I'm tired of hearing how everything should switch over to .NET when it completely lacks all of the following: a sane hosting API, the ability to start the CLR more than once ever in a process, or any access to vector instructions or alignment support in the GC. Then let's proceed to the Framework, which still lacks a good collections library (System.Collections.Generic is still terrible), a binary writer that can actually write big endian, and a hardware accelerated drawing API. Or we can look at the flagship language C#, which still lacks a static optimizer that can do the most basic of optimizations and exacerbates JITting time, doesn't let you get to inverse P/Invoke to export DLL entry points, and which has a really broken project system which constantly unnecessarily rebuilds assemblies and doesn't let you use netmodules.
I don't know where this belief comes from that .NET is so incredibly good. Yeah, it's definitely better than Win32 -- low bar. It's probably better than Java 1.0 was. It still contains holes big enough to drive a truck through.
Phaeron - 29 03 08 - 21:32
every single point you mention is correct. but for every negative aspect you found i'll give you a large IList of things which make you more productive in managed code compared to native. by a factor of 5x. clearly, managed code can not be applied to all problems: drivers, heavy computation, low-level, realtime. but how many percent of all code depends on things in this list? i guess about 5% in total. no tool is perfect, but .net is well suited for most things. it has its disadvantages, for example in performance, but this is not a show stopper. look into your taskmanager and tell me, how many processes do you find consuming more than 5% cpu? dont cheat by turning on media player or sql server, as i already said that those are no good scenarios for managed code.
i am not interested in a religious war of languages and plattforms. i use the tool that makes me most productive. for virtual dub and the like, this is c++. for the rest, its managed code.
Tobias Rieper - 30 03 08 - 11:46
Managed code? .NET? God forbid! I'm an inveterate tinkerer and efficiency freak and those would be like tying an anchor to my applications. I don't like win32, but that's more because it has sloppy design. I like my low-level access.
TechMage89 - 30 03 08 - 14:38
@Tobias:
You have a problem with your logic. Writing an application is not about YOUR productivity -- it is about the productivity of the END USER. I don't give a damn whether you can write 5x more code using .Net, ask any other end user and they will tell you the same thing.
Moreover, I don't have any advantage from you being more productive. I don't get 5x cheaper application. I don't get 5 good applications for the price of one. I don't get 5x faster or 5x easier to use application either.
The only benefit is that you have less work to do and I the end user have more. I have to download and install .Net Framework, download and install updates and when you migrate to newer version I have to download and install that too, and when I run out of disk space and RAM and CPU cycles I need to go shopping for a new PC. Rinse, repeat.
Finally, your percentage is screwed.
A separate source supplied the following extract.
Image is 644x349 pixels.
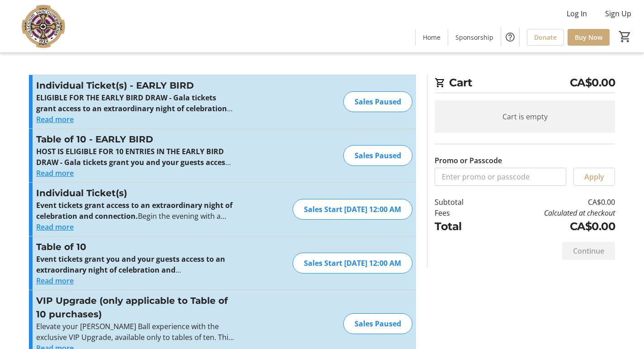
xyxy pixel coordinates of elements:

There is considerably more than 5% of applications which need performance. From my point of view all 100% of them do. The problem is that everyone and their uncle want to "be more productive" as in "make pretty GUI faster" (VB Forms anyone?) while the basic functionality of the application still sucks big time.
So please, stop evangelizing .Net because you are in the wrong place. Here people know a thing or two about programming or they wouldn't be reading Avery's blog.